I celebrate that there’s no end to these horse-and-castle stories, and I investigate whatever’s new. Some novels like A Quest for Heroes by Morgan Rice
are calibrated for a juvenile audience and the heroine is too young for
insights I would seek. Some stories follow the new trend of heaps of
gore and lists of knightly heraldry like The Wilding by CS Freidman.
For some stories I don’t buy the second book in the series because not
enough surprises held my attention during the first outing, like Blood of the Falcon by Court Ellyn.
I picked up Luck in the Shadows because I had enjoyed all three Bone Doll’s Twin
stories, and especially the gender-bending twist. The witch who lived
in the forest and the young magician who she trained were diverting
enough for use of magic. Though the three stories lagged in places, a
whimsical holy man arrived like a breath of fresh air to resolve some
plot difficulties. A 15-year-old girl in full armor and long sword at
the head of an army to save the empire was a bit of a stretch, but at
least she was a girl, and she had female relatives who had roles in the
plot (more than decorative).
But… I would call Flewelling’s Luck in the Shadows a lighter version of The Golden Fool by Robin Hobb.
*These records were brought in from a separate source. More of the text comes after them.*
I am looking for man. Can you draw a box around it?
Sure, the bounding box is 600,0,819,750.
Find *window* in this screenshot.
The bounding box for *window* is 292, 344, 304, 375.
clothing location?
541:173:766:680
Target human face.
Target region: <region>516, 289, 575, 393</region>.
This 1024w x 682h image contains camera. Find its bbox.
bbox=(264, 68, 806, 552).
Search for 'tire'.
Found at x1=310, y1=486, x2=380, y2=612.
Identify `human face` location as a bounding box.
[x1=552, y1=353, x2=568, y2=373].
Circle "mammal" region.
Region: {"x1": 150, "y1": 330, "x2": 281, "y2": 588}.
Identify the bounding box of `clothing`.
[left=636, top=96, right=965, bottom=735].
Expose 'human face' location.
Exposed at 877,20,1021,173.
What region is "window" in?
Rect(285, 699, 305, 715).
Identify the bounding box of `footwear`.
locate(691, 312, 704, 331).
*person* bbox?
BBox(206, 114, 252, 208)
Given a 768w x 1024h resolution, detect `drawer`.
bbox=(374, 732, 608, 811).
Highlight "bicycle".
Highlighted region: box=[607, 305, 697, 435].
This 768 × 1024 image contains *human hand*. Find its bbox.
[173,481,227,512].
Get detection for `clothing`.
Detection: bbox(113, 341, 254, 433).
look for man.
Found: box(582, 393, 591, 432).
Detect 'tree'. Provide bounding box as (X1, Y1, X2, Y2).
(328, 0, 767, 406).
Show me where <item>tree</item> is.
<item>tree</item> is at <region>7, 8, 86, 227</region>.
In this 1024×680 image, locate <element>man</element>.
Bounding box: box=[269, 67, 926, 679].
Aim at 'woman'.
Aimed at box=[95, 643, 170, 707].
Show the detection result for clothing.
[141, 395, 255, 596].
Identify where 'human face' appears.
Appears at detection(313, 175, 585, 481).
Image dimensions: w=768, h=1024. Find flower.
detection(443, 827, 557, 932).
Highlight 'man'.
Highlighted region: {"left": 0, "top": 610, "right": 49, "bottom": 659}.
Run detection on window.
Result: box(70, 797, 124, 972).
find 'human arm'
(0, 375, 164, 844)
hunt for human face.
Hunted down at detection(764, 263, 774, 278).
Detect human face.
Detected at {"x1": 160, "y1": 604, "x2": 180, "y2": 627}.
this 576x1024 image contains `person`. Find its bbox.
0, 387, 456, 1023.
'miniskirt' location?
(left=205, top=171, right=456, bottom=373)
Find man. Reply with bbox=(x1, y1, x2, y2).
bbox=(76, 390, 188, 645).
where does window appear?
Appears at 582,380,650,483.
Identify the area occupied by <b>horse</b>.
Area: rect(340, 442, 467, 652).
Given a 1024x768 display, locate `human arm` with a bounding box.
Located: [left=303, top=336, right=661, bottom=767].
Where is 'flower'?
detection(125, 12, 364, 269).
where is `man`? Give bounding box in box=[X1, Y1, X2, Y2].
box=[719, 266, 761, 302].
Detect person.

Over the past two decades, Hobb wrote four series (series-es) around
the enduring friendship between a fool with a mysterious background and
an apprentice to a wizard. There are same-sex undertones, but each
becomes the beloved to the other through their many adventures.
Flewelling’s Book I of her Nightrunner
series presents a watcher with a longer life than many, a wizard who
commands spells for shape-shifting and message bubbles, and an orphan
(why is it always an orphan?) who is a quick learner (why is he always
more gifted at picking up dark skills?). Without a girl/boy love story
to carry the reader through the MANY discussions of the heroics of
former queens, and more discussions of the dead wizards who helped the
dead queens, getting to the end was a struggle.
I don’t care about
those old queens. I have no context for those old queens. More living
female characters who have roles in the plot -- other than decorative --
please.
Flewelling presents a bad guy (why do they always have no
redeeming value?) who pursues our watcher and apprentice, but she drops
this story line in the middle of the book in favor of describing the
needed lessons in swordplay for the apprentice (why are long
descriptions of training with swords required for fantasy writers?).
The
struggle in the final act means the watcher and apprentice fight on the
side of the current royal family for whom only three scenes were
spared, and vanquish a long-simmering blood feud for which only two
scenes were constructed.
Again,
the reader doesn’t feel invested in solving the problem at hand,
especially since the resolution was a matter of home invasion and a fire
contained in a single room. A comparison to Hobb’s white queen in Fool’s Fate comes to mind, wherein the queen lost her captain, her familiar, her ice castle, and her hands before her suffering ended.
The
bad guys in Flewelling’s story had not shown their faces again by the
end of Book I, but the homoerotic undertones were coming to light. If
there were more surprises, fewer long-winded stories about dead queens,
less description, more jeopardy, more hetero romance – then I could
overlook the disjointed plot. I doubt that I pick up Book II.